Globular clusters play a crucial role in stellar astrophysics and cosmology. The study of these spherical concentrations of stars and their content provides insights into various astrophysical processes and systems ranging from stellar structure, evolution and dynamics, to galaxy formation.
Scientists at the National Institute for Astrophysics in Milan and a group of students from a school in Saronno revealed a peculiar X-ray source in the vast archive of the European Space Agency’s (ESA’s) XMM-Newton X-ray observatory. The research was supported by the EU-funded EXTRAS project. The findings were published recently in the
‘Astronomy & Astrophysics’ journal.
Stars can emit flares of intense X-ray radiation. The X-ray Multi-Mirror Mission (XMM) Newton was launched in 1999 to investigate the X-ray emission characteristics of cosmic sources such as clusters of galaxies, active galaxy nuclei, black holes, neutron stars and pulsars. For nearly two decades, XMM-Newton telescope has probed the X-ray universe, hunting for missing matter and examining the bright centres of galaxies.
Quoted in a
press release by ESA, Andrea De Luca, one of the scientists who coordinated the student project, said: “We recently published the EXTraS catalogue, which includes all the X-ray sources – about half a million – whose brightness changes over time as observed by XMM-Newton, and lists several observed parameters for each source.” De Luca added: “The next step was to delve into this vast data set and find potentially interesting sources, and we thought this would be an exciting challenge for a student internship.”
The pupils analysed about 200 X-ray sources and looked at their light curve – a graph showing the object’s variability over time, according to the press release. They also checked the scientific literature to verify whether or not they had already been studied. They later identified a handful of X-ray sources that exhibit “interesting properties – a powerful flare, for example – that had not been previously reported by other studies.”
One, in particular, stood out. Featuring the shortest flare of all analysed objects, the source “appears to be located in the globular cluster NGC 6540 – a dense grouping of stars – and had not been studied before.”
X-ray outbursts
In the journal article, the researchers concluded: “The variable source J1806–27, most likely located in the Galactic globular cluster NGC 6540, was discovered thanks to the emission of a brief X-ray flare during a systematic search for variability in archival XMM-Newton data.”
Journal lead author Sandro Mereghetti explained in the press release: “This event is challenging our understanding of X-ray outbursts: too short to be an ordinary stellar flare, but too faint to be linked to a compact object.” Mereghetti also said “[t]he systematic study of variability that led to the compilation of the EXTraS catalogue, together with this first attempt at data mining, suggests that we have opened a new, unexplored window on the X-ray Universe.”
The EXTRAS (Exploring the X-ray Transient and variable Sky) project, which ended in 2017, was launched to explore and characterise variable sources in the soft X-ray range. It involved analysing reams of information collected by the European Photon Imaging Camera on board the XMM-Newton mission.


To do: Go over the data and keep only the lines that include "method".

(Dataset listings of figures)

- - -

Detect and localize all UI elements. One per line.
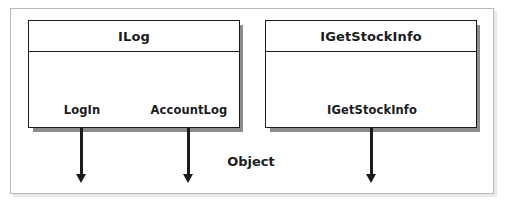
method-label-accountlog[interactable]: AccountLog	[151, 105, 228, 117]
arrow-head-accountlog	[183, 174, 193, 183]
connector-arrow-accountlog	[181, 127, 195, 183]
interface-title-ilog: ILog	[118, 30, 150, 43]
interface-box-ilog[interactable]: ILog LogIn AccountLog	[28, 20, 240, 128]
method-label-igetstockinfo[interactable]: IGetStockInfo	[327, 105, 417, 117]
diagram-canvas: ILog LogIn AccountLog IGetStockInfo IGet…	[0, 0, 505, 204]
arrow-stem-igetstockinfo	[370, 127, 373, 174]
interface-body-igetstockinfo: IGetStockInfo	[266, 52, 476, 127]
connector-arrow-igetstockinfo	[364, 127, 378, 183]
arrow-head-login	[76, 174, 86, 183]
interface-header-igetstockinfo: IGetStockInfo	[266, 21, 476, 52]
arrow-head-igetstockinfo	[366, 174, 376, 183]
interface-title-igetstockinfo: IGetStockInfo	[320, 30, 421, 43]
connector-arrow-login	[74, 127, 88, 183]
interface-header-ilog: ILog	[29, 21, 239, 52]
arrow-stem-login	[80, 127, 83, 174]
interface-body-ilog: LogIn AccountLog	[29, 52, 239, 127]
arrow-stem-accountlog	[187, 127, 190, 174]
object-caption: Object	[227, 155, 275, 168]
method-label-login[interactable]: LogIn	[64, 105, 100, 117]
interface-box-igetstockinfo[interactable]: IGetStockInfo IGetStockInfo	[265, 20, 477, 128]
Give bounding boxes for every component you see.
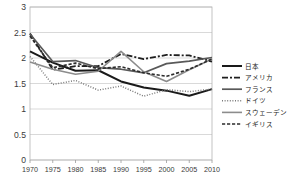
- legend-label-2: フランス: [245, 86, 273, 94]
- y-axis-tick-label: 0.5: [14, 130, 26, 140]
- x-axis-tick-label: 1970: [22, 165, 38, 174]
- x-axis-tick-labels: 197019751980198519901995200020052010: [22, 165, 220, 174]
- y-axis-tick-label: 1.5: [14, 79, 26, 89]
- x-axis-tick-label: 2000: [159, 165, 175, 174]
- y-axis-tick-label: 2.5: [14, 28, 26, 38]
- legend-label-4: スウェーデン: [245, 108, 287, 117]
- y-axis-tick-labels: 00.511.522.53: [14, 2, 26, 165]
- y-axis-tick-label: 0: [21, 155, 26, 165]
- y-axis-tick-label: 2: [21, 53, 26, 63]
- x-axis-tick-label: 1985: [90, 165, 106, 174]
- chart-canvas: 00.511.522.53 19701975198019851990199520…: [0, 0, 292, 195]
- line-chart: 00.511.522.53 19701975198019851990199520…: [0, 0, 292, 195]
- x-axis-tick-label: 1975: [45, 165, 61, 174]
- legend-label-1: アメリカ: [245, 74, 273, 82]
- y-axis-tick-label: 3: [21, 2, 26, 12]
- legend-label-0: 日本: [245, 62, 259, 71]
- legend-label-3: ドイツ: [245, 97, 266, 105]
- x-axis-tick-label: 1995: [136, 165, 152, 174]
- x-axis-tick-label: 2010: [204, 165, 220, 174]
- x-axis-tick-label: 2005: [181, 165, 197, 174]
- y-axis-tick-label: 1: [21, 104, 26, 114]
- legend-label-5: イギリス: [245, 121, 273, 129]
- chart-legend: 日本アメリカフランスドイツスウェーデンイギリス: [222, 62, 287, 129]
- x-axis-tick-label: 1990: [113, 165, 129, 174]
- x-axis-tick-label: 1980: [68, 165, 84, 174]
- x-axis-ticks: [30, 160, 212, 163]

- - -

Answer to this problem:
method-label-accountlog[interactable]: AccountLog	[151, 105, 228, 117]
method-label-igetstockinfo[interactable]: IGetStockInfo	[327, 105, 417, 117]
method-label-login[interactable]: LogIn	[64, 105, 100, 117]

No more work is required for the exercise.